OZ: After paying off Martha, most of the money I’d saved went into the bus itself. It was a matter of completely cutting loose and casting myself into the unknown. I had no idea of what I would do to make a living once we got to the West Coast.
On our last night in St. Louis, we stopped by our old house, parked the bus in the driveway, and went to sleep. We were going to get up the next morning and leave. But it turned out there was still a warrant out for my arrest.
The first week when Morning Glory moved to St. Louis, one night the police showed up at the doorstep and hauled me off to jail. That was not a good way to start things off. Orion, who was crashing with us at the time, had been working on his car and had a bunch of parts spread out in the driveway. He went into the house to make himself some lunch. When he came back he put the car back together, and we thought that was the end of it.
But I was under continual harassment by an ex-fraternity “brother” who had become a city prosecutor. He really hated me because I had rebelled against the fraternity system. When he found out I was living in his town, he kept having me arrested on one trumped-up charge after another.
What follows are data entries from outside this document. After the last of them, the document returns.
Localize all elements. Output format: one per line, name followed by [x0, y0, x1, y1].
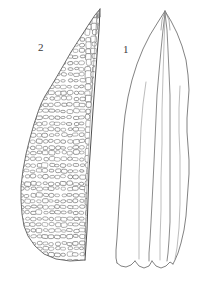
lamina-cell: [74, 217, 79, 220]
lamina-cell: [73, 127, 79, 131]
lamina-cell: [91, 245, 97, 251]
lamina-cell: [79, 72, 84, 76]
lamina-cell: [97, 150, 102, 156]
lamina-cell: [62, 194, 67, 197]
lamina-cell: [98, 251, 103, 256]
lamina-cell: [37, 31, 42, 34]
lamina-cell: [91, 108, 97, 114]
lamina-cell: [44, 157, 49, 161]
lamina-cell: [55, 182, 60, 186]
lamina-cell: [72, 56, 77, 59]
lamina-cell: [72, 133, 78, 136]
lamina-cell: [25, 55, 30, 59]
lamina-cell: [78, 91, 84, 94]
lamina-cell: [25, 14, 31, 17]
lamina-cell: [98, 66, 103, 71]
lamina-cell: [54, 139, 60, 143]
lamina-cell: [90, 239, 97, 247]
lamina-cell: [56, 68, 60, 70]
lamina-cell: [68, 175, 73, 179]
lamina-cell: [61, 187, 65, 190]
lamina-cell: [60, 234, 66, 238]
lamina-cell: [30, 140, 35, 144]
lamina-cell: [37, 91, 42, 94]
lamina-cell: [68, 247, 72, 250]
lamina-fold-left: [139, 82, 146, 259]
lamina-cell: [97, 199, 103, 204]
lamina-cell: [25, 115, 31, 119]
lamina-cell: [31, 205, 37, 208]
lamina-cell: [30, 86, 35, 89]
lamina-cell: [99, 162, 104, 168]
lamina-cell: [19, 242, 24, 245]
lamina-cell: [50, 97, 55, 101]
lamina-cell: [25, 206, 31, 209]
lamina-cell: [55, 246, 60, 250]
lamina-cell: [67, 157, 72, 161]
lamina-cell: [25, 199, 31, 204]
lamina-cell: [61, 128, 65, 131]
lamina-cell: [86, 42, 92, 49]
lamina-cell: [67, 109, 73, 113]
lamina-cell: [79, 228, 85, 232]
lamina-cell: [37, 133, 42, 137]
lamina-cell: [17, 151, 23, 154]
lamina-cell: [24, 24, 30, 28]
lamina-cell: [92, 127, 97, 132]
lamina-cell: [42, 222, 48, 226]
lamina-cell: [42, 133, 48, 137]
lamina-cell: [60, 13, 66, 16]
lamina-cell: [98, 204, 104, 210]
lamina-cell: [54, 20, 60, 23]
lamina-cell: [67, 37, 73, 40]
lamina-cell: [74, 73, 80, 77]
lamina-cell: [96, 59, 103, 67]
lamina-cell: [73, 223, 79, 226]
lamina-cell: [67, 164, 71, 167]
lamina-cell: [44, 50, 49, 53]
lamina-cell: [19, 30, 24, 34]
lamina-cell: [79, 193, 85, 197]
lamina-cell: [74, 247, 79, 250]
lamina-cell: [92, 185, 98, 191]
lamina-cell: [97, 84, 102, 89]
lamina-cell: [55, 205, 60, 209]
lamina-cell: [48, 247, 54, 251]
lamina-cell: [37, 200, 42, 203]
lamina-cell: [43, 260, 48, 263]
lamina-cell: [85, 193, 90, 199]
lamina-cell: [79, 170, 84, 173]
lamina-cell: [80, 97, 85, 101]
lamina-cell: [97, 193, 102, 198]
lamina-cell: [67, 242, 72, 245]
lamina-cell: [18, 97, 24, 101]
lamina-cell: [79, 43, 85, 47]
lamina-cell: [24, 128, 30, 132]
lamina-cell: [73, 194, 79, 198]
lamina-cell: [37, 235, 42, 238]
lamina-cell: [30, 109, 35, 112]
lamina-cell: [79, 139, 85, 143]
lamina-cell: [80, 158, 84, 161]
lamina-cell: [25, 61, 30, 65]
lamina-cell: [55, 175, 60, 178]
lamina-cell: [37, 122, 42, 126]
lamina-cell: [18, 19, 23, 22]
lamina-cell: [30, 174, 36, 178]
lamina-cell: [37, 217, 42, 220]
lamina-cell: [48, 19, 54, 24]
lamina-cell: [49, 260, 54, 263]
lamina-cell: [43, 199, 49, 203]
lamina-cell: [42, 174, 48, 179]
lamina-cell: [19, 26, 24, 29]
lamina-cell: [38, 175, 43, 179]
lamina-cell: [37, 86, 41, 89]
lamina-cell: [30, 60, 36, 64]
lamina-cell: [98, 246, 104, 252]
lamina-cell: [37, 253, 42, 256]
lamina-cell: [74, 85, 79, 88]
lamina-cell: [79, 103, 85, 107]
lamina-cell: [61, 140, 66, 144]
lamina-cell: [24, 68, 30, 71]
lamina-cell: [85, 84, 91, 90]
One time, when my iguana, Gryf, got loose, I was charged with “harboring a dangerous animal”! I’d go to court and the charges were always dismissed. I didn’t even have to hire a lawyer. In this particular case I was charged with littering—in my own driveway! This one was also dismissed, but somehow some lingering echo of it remained.
So there we were, sleeping in the bus, and there was a knock on the door.
MG: The police were beating on the door and trying to get in. They had another warrant for his arrest. The door was locked. We didn’t have any curtains on the windows, so they could look in. So we just pulled the covers over our heads and lay verrry still—because the monsters can’t get you when you’re under the covers! They finally gave up and went away. At that point we jumped up, put our clothes on, and hit the road for Oregon.